KL Denhert’s show and tell

The singer-guitarist will perform in the Hot Jazz series.

KL Denhert (photo credit: HELENE DELILLO)
KL Denhert
(photo credit: HELENE DELILLO)
By and large, the annual Hot Jazz series sticks to its titular category.
However, once in a while series artistic director Ziv Ben strays outside the strict confines of the field to offer audiences a more mass appeal form of entertainment.
You could say that KJ Denhert pertains to the latter classification, with the accent very much on entertainment. The larger-than-life 57-year-old New Yorker will no doubt bring all her bubbly persona to bear at her upcoming Israeli tour, which includes gigs in Ganei Tikva, Herzliya, Modi’in, Tel Aviv and Haifa between June 18 and 25. She is bringing her regular pianist Bennett Paster with her, with a local threesome of saxophonist Lenny Sendersky, bassist Assaf Hakimi and drummer Gasper Bertoncelj completing the lineup.
The Denhert installment is touted as a show that incorporates a blend of jazz, blues, country music and urban folk – and then some. As far as Denhert is concerned, it is all part and parcel of her craft.
“Of course, it’s all just music. But I think that where you start out and where you grow up and what you hear when you are young – even the television commercials – can influence you even without realizing it,” she says.
The vocalist-guitarist clearly exudes that all-embracing ethos as she follows her music muse up and down the highways and byways of her mind and heart.
She had plenty to feed off as a youngster.
“I grew up in New York in the 1960s,” says the artist, whose parents hailed from Grenada and relocated to the Big Apple shortly before she was born. “That alone is enough to inspire you, I think,” she adds with more than a touch of understatement.
Denhert was six years old when the Fab Four crossed the Pond and took America by storm.
“I remember asking to stay up late to see The Beatles on The Ed Sullivan Show,” she notes, adding that, to the best of her recollection, the British pop group’s debut on American TV was offset by a momentous political event.
“Their first show was delayed because of the assassination of president Kennedy,” she posits, harking back to the tragedy that took place in Dallas on November 22, 1963. “I was in kindergarten. When the president gets killed and you go through something like that, as a kid I took life very seriously,” she observes before following that up with some adult playfulness. “As a child I was serious; and, now, as an adult, I am childlike.”

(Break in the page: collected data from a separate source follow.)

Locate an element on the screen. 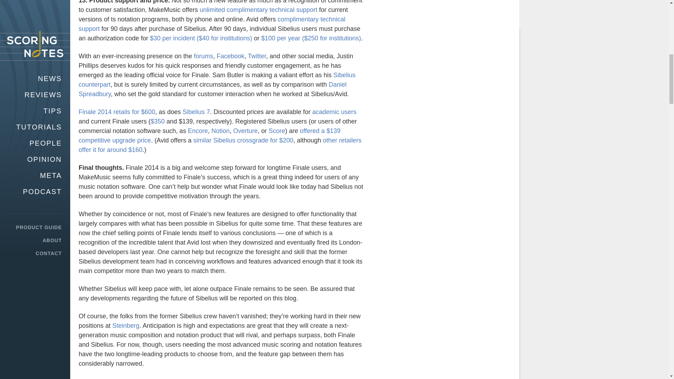 The height and width of the screenshot is (379, 674). Finale is located at coordinates (230, 56).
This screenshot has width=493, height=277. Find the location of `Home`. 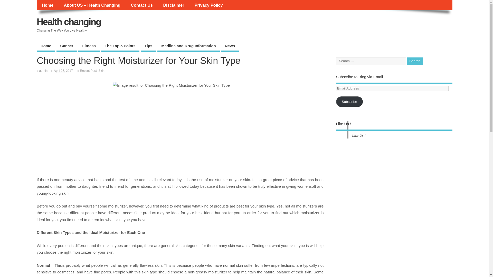

Home is located at coordinates (46, 46).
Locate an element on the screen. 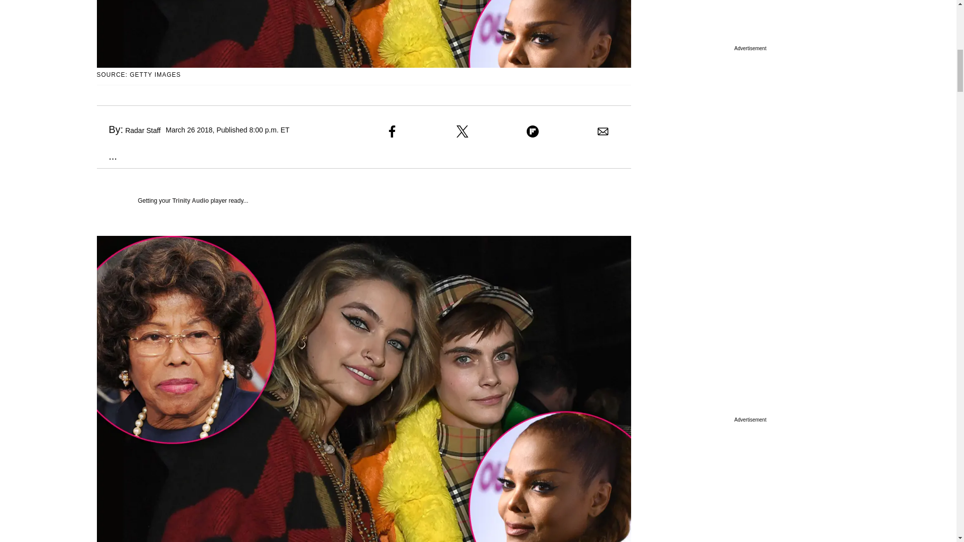  Share to Email is located at coordinates (602, 132).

Although Denhert says she wasn’t a diehard Beatles fan, pop and rock music were very present in her formative years, and the fabric of eminently accessible commercial vibes runs through her 10-album discography.
But Denhert was always looking to express all the sounds and rhythms she imbibed in her younger years in her own singular style. Her early musical diet was seasoned with the sounds of Brazilian bandleader, pianist and composer Sergio Mendes, who was an early influence. Her sonic directions took on several new twists and turns when she began to get a handle on the work of a preeminent Canadian singer-songwriter.
“Jazz came into my life with Joni Mitchell. She was the first person to start playing with [jazz-pop band] Tom Scott and the LA Express. I remember the first time I heard [Mitchell’s 1974 album] Court and Spark, I was a little taken aback,” says Denhert. “I thought, ‘Oh what’s going on here?’ and I was sold. Then she brought out The Hissing of Summer Lawns [in 1975]. I really know that album. I can almost hear every note of that – John Guerin’s drumming, and you think of the trumpet solo [by Chuck Findley], which was kind of Miles [Davis]-like. That brought the jazz in.”
Another Canadian brought his weight to bear on Denhert’s incipient musicianship.
“Bruce Cockburn was a great folk player who loved jazz. He didn’t really believe he was a great jazz player, and he wrote some really interesting music. There has not been any champion of that intersection of folk music and improv, but he had it,” she says.
Denhert has been on the road for some time now. She initially studied psychology at college and kept her burgeoning musical path alive in her off-study hours. Two years into her degree, she decided she’d had enough of lectures and study and hit the road with an all-girl rock band.
They didn’t do too badly and spent six years globetrotting, performing in such geographically and culturally disparate places as Germany, Korea, Italy and Egypt.
“I had the adventure of a lifetime,” says Denhert.
But it eventually all got a bit much.
The band broke up, largely for personal reasons, and Denhert returned to the States and took a job at a yogurt factory to pay a few bills before she got back to full-time music-making.
But she ended up working at the company for 18 years before quitting and devoting the majority of her waking hours to her music.
For Denhert, the upcoming tour here is something akin to closure.
“When I was in the rock band, we played at Sharm el-Sheikh [in the Sinai Peninsula] and we were supposed to play in Tel Aviv; but for political reasons, the Egyptians didn’t want us going to Israel and back to Egypt,” she explains. “I played in Egypt three times and never got to Israel. I am so glad that I am finally making it. I can’t wait.”